Advertisement

Ceremony Marks Nixon’s 84th Birthday

Share

Richard Nixon’s undeniable smile leaped from a photograph that nearly covered the wall. The famous portrait, with the former president giving a “thumbs-up” to the world, inspired 63-year-old Victor Giglio to return the gesture Thursday.

“Boy, does this bring everything back for me,” said Giglio, a Westminster native who voted for the former president. “I will always, always, respect and admire this man.”

Giglio and nearly 400 others--from school children to those who remember Nixon’s first run for Congress in 1946--packed the Richard Nixon Library & Birthplace in Yorba Linda to commemorate what would have been the president’s 84th birthday.

Advertisement

An honor guard, U.S. Naval commanders and Nixon’s youngest brother, Edward Nixon, presented a 15-minute ceremony that visitors called stirring.

“He wanted to do a lot more during his presidency,” said Edward Nixon, a Seattle geologist whose resemblance to his legendary brother is startling. “But now he’d want us to do this: Look where there is no peace, and make some.”

Abby Letourneau, a 26-year-old history buff, took advantage of the day’s free admission and planned to stroll all nine acres of manicured grounds. “It is beautiful to be here,” she said. “The ceremony made me realize the full circle of [Nixon’s] life. It’s powerful.”

Three flowered wreaths from President Bill Clinton, California Gov. Pete Wilson and Nixon’s family were placed near his grave site, not far from the wood-framed farmhouse where he was born in 1913.

Kelly McAlearney of Redlands, a 14-year-old student who also celebrated a birthday Thursday, stood beside Edward Nixon and helped present the family’s wreath.

To wrap up their recent lesson on U.S. presidents, Kelly’s class at Sacred Heart Academy decided on a trip to the Nixon library, where she said history pages suddenly made more sense. Kelly’s father, John McAlearney, said the family “spent a little time going over Nixon” the night before her visit.

Advertisement

It was impossible, of course, to touch on it all: the political campaigns, the Nixon-Kennedy debates, winning the White House, opening relations with China, detente with the Soviet Union, Vietnam, Watergate, and everything else that defined Nixon, the only American president to resign from office to avoid impeachment.

“What a great way to intensify history,” McAlearney said of his daughter’s involvement in the ceremony at the Nixon library. “What a way to make things mean something.”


### Try it
Find the line below with "Tell me where <b>person</b> is.". Print it and every line after it exactly, through the last line, leaving out the pictures.

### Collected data
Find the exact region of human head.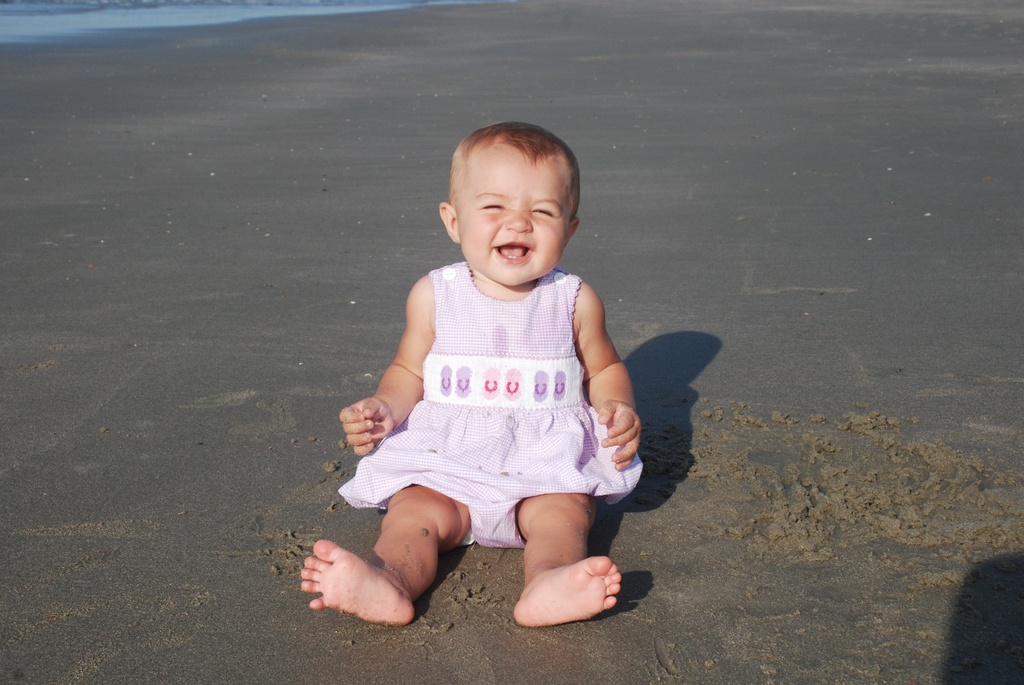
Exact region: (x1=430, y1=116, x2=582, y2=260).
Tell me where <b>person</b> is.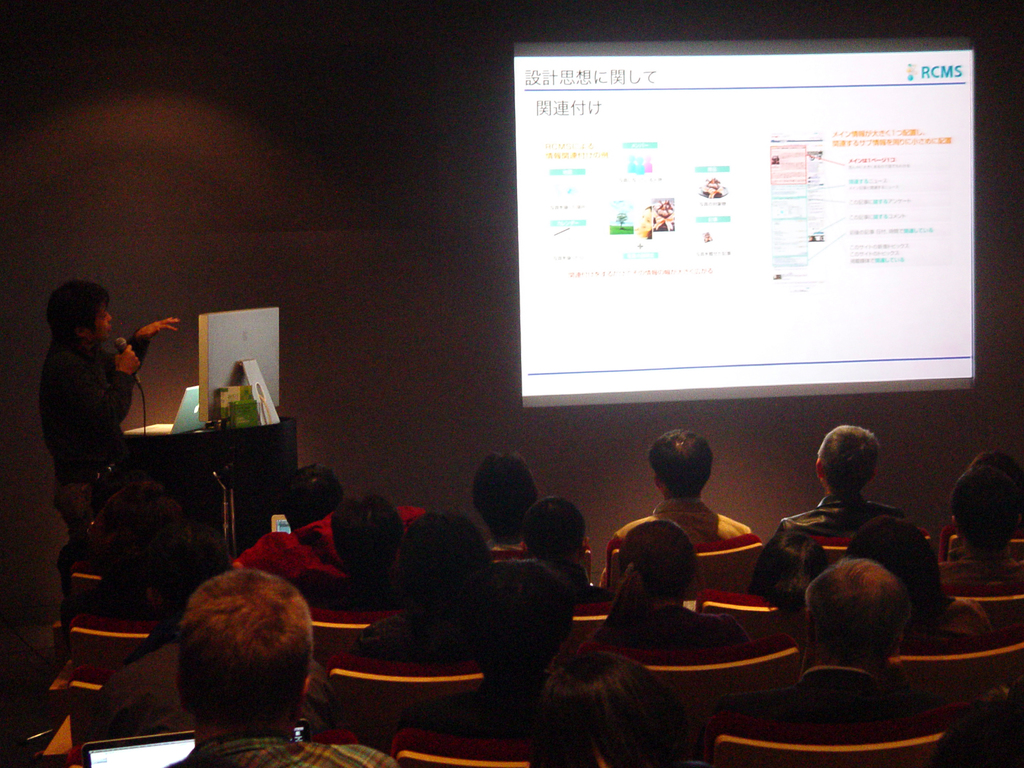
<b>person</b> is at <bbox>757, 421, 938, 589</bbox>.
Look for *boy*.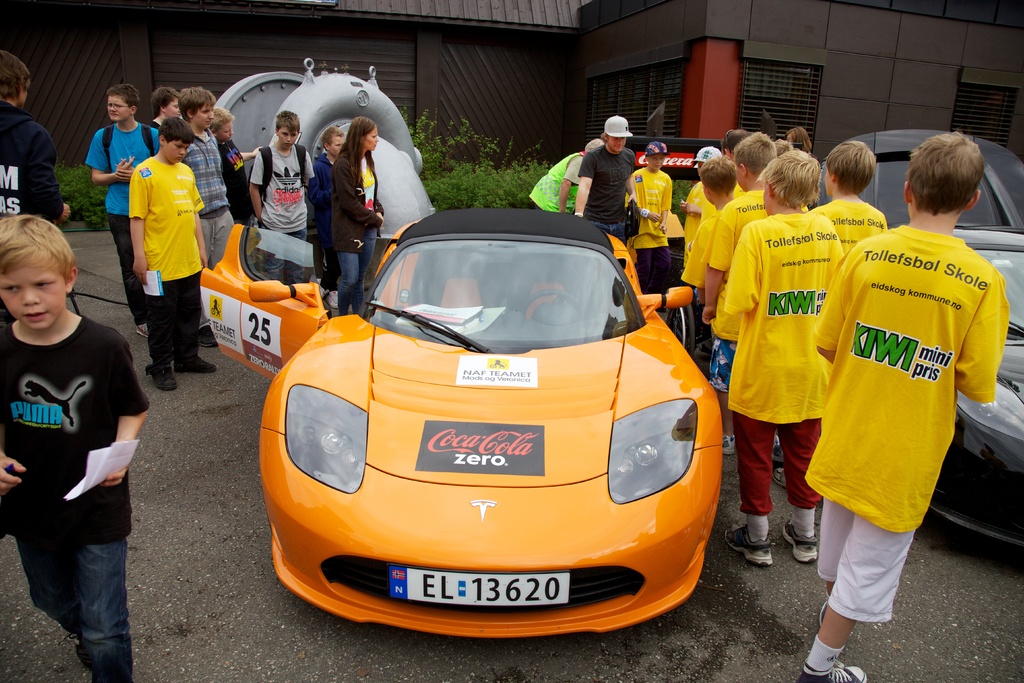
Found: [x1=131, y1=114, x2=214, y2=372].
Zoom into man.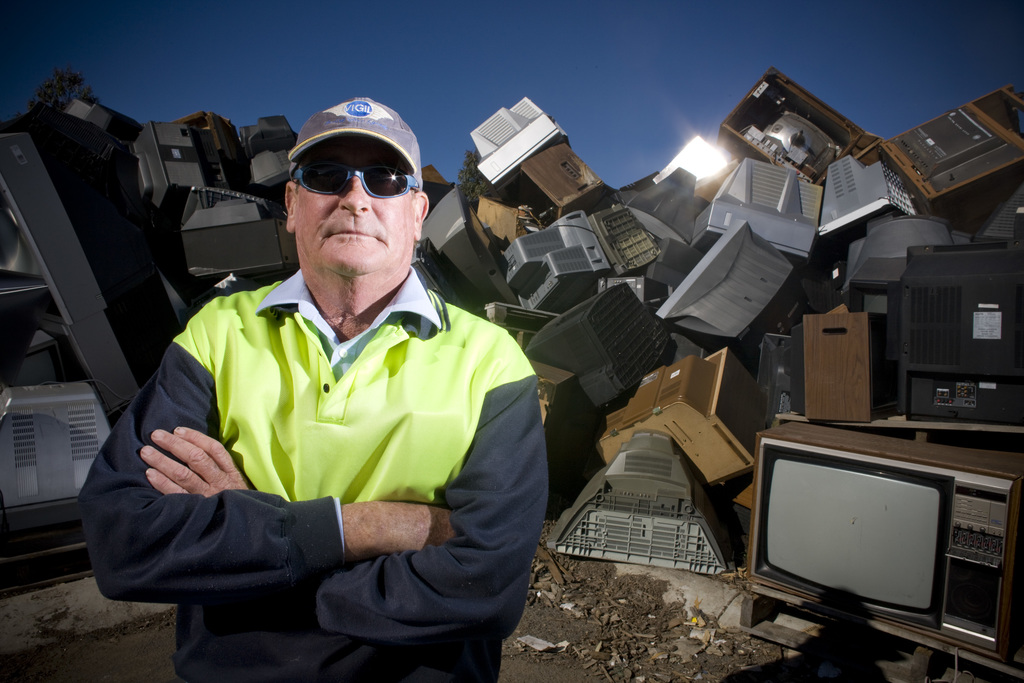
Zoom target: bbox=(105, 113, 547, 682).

### Answer area
Tell me where <b>person</b> is.
<b>person</b> is at <bbox>757, 421, 938, 589</bbox>.
Look for *boy*.
Found: [x1=131, y1=114, x2=214, y2=372].
Zoom into man.
Zoom target: bbox=(105, 113, 547, 682).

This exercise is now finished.